“All the waiting, all the hoping, the prayers for true healing that did not come. It was all worth it. Because of you.”
She was melting against him. She was pressing closer, closer, until he swore their lips were about to touch.
“Ezer,” he whispered.
She shivered at his voice.
“There’s something I want you to know, before I...”
The image shifted suddenly, just before he was sure he was finally about to tell her he loved her...forthatwas the face of a man who would surely bow before her for all his days. And then...
He saw himself kissing her.
He saw the way her hands curled into his hair, and her grip was desperate, and her lips were ravenous, as if she had beenstarved for this moment for so, so long. As if he were the only thing holding her onto life. He saw how her perfect body was pressed against his, how he was so tall and she was so small, but theyfit,gods damn it, they fit.
She needed him, wanted him so fiercely it was palpable.
She was his, and he was hers, and there was nothing, not even death, that could tear them apart. He felt it in his chest, his blood, his bones.
Together, they would slay the Acolyte. Together, they would...
The vision shifted again.
“No,” Kinlear gasped, for he wanted to cling to it, hold it close and play it over and over again...for nobody had ever wanted him like this.
But now, they were inside a dark, cavernous space. The halls twisted like some kind of cold, frozen labyrinth, their breath forming before them in clouds. Six was with them, and...
Again, the image changed.
His heart raced, his eyes stung from the cold, and he could feel something roaring in his chest. His feet. His entire body...filled with the chants of an entire army of darksouls.
They were all around him. He almost yelped, until he remembered he was in a vision. They could not reach him here. Everything shifted, zeroed in on the image of a man upon a dark, shadowy throne.
A man without a face, for it was wrapped in slithering shadows, but Kinlear could sense what his future self was seeing.
He could feel the terror in his bones, as the darksoul crowd roared, and shadow wolves – enormous, larger than he’d ever seen – howled as they lifted their dark snouts to the sky.
The Acolyte.
It was the Acolyte, on his throne, the shadowstorm swirling in a pillar above him, and Kinlear and Ezer were edging towards him, nearing their destiny...
He saw who got there first.
It was him...a blade in his hands, glory about to be crowned alongside his name.
Kinlear Laroux.
Slayer of the Acolyte. Savior of Lordach.
A prince who was destined for so much more than the grave.
He woke up just before he thrust the blade into the shadow bastard’s chest.
20
He’d been out forfive days.
It was too much time. He’d missed so much, and he hated his illness all over again, wished it were a living being so he could drive his Veilblade into its chest.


*Task directions*
Give the count of lines in the data that include "Experience", with no other words.

*Excerpted data*
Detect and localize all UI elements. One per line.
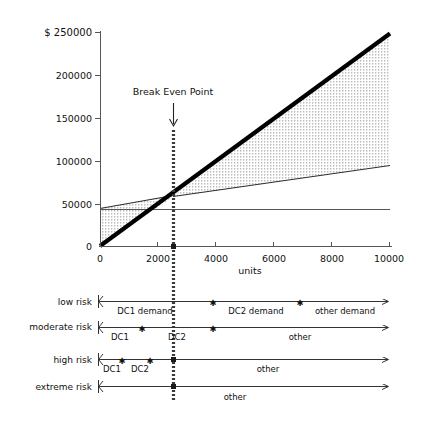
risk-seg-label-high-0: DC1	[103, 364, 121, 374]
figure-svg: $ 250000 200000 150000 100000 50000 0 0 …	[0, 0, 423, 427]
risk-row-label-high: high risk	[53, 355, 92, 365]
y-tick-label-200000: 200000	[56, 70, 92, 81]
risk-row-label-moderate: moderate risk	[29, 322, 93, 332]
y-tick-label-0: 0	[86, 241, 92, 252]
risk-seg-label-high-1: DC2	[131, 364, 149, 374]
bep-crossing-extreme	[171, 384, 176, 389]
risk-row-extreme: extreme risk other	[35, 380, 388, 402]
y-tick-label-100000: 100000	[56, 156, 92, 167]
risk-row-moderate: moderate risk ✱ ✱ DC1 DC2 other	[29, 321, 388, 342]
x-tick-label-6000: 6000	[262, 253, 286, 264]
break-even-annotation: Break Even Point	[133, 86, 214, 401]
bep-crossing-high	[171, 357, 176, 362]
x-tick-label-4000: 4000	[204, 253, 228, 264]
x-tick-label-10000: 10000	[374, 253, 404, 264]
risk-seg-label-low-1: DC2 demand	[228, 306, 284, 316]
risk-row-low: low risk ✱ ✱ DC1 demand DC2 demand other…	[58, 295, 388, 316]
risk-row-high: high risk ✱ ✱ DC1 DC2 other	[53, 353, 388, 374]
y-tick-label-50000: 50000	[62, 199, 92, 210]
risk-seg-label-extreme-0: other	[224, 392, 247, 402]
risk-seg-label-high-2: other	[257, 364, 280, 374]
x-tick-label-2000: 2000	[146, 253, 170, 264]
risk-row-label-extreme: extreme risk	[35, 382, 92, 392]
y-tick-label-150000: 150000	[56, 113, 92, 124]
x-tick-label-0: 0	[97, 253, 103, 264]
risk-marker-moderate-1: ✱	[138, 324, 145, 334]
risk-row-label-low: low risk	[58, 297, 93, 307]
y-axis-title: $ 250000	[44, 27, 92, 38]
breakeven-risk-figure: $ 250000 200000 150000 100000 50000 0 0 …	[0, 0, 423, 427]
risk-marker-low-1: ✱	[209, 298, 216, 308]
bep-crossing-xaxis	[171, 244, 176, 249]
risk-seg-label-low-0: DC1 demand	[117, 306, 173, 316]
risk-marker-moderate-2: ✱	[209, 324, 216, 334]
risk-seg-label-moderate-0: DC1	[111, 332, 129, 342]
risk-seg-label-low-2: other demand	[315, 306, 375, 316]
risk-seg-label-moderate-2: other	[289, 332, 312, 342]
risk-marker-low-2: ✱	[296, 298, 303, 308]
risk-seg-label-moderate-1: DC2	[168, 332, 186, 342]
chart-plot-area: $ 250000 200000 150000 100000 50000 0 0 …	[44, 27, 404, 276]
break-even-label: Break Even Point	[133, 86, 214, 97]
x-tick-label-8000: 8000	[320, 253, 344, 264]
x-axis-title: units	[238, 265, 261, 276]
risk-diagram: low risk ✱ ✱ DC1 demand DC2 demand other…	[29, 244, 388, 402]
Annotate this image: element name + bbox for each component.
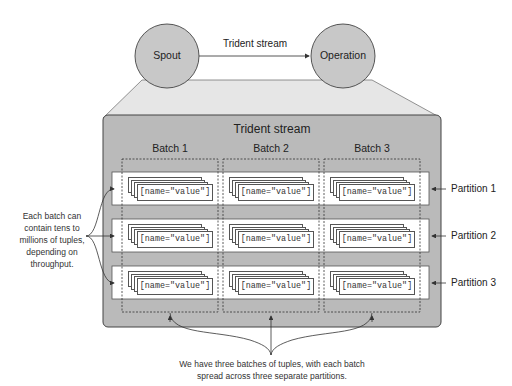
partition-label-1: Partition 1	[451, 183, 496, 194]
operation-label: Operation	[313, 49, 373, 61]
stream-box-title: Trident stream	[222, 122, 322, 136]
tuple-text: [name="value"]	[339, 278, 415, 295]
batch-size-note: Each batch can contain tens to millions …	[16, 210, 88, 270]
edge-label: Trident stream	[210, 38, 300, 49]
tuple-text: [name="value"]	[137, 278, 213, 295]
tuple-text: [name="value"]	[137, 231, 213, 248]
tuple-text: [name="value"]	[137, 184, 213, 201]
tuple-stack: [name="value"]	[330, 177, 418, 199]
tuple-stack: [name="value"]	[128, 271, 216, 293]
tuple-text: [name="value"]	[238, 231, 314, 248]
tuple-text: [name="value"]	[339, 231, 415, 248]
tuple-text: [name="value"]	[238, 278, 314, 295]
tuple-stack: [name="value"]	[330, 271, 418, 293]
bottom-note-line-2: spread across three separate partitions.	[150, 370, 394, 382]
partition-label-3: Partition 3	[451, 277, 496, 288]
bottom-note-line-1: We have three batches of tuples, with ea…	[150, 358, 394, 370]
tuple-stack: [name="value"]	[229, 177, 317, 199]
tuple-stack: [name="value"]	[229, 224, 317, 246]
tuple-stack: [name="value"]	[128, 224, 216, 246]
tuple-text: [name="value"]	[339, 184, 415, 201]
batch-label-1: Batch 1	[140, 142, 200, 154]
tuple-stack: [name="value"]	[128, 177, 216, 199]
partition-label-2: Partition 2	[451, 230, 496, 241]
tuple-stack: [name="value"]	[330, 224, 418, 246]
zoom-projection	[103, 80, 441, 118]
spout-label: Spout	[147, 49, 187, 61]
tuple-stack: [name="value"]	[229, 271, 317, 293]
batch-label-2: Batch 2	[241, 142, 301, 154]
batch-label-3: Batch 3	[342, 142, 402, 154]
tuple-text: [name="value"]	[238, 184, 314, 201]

--

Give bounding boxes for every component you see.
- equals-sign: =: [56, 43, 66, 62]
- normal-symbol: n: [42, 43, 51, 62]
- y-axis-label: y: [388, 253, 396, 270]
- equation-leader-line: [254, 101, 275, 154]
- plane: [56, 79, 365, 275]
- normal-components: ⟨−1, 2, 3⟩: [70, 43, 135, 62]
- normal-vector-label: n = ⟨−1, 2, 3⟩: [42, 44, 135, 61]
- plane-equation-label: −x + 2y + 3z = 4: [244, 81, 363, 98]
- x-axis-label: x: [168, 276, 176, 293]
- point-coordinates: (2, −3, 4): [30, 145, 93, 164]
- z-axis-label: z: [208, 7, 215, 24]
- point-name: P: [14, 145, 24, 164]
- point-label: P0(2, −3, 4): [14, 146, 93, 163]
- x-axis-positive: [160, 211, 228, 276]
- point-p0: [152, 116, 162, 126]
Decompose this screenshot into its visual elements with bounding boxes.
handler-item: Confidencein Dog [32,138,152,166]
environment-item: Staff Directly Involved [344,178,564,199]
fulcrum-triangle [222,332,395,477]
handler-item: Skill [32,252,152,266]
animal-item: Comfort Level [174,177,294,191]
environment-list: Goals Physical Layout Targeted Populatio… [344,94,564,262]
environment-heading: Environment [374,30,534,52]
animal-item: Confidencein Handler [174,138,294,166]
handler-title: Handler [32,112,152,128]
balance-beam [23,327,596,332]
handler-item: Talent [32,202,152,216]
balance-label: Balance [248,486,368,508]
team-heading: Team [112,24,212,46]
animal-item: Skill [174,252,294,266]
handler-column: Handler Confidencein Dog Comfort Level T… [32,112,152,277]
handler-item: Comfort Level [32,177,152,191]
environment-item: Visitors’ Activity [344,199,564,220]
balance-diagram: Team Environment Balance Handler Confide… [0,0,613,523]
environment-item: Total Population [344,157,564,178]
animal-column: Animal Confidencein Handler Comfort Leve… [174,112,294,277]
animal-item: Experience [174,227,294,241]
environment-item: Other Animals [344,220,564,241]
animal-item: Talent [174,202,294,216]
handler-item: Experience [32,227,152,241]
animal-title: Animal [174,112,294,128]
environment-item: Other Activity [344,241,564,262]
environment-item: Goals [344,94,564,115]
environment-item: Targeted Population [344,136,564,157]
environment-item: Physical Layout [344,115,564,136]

*Exercise result*
2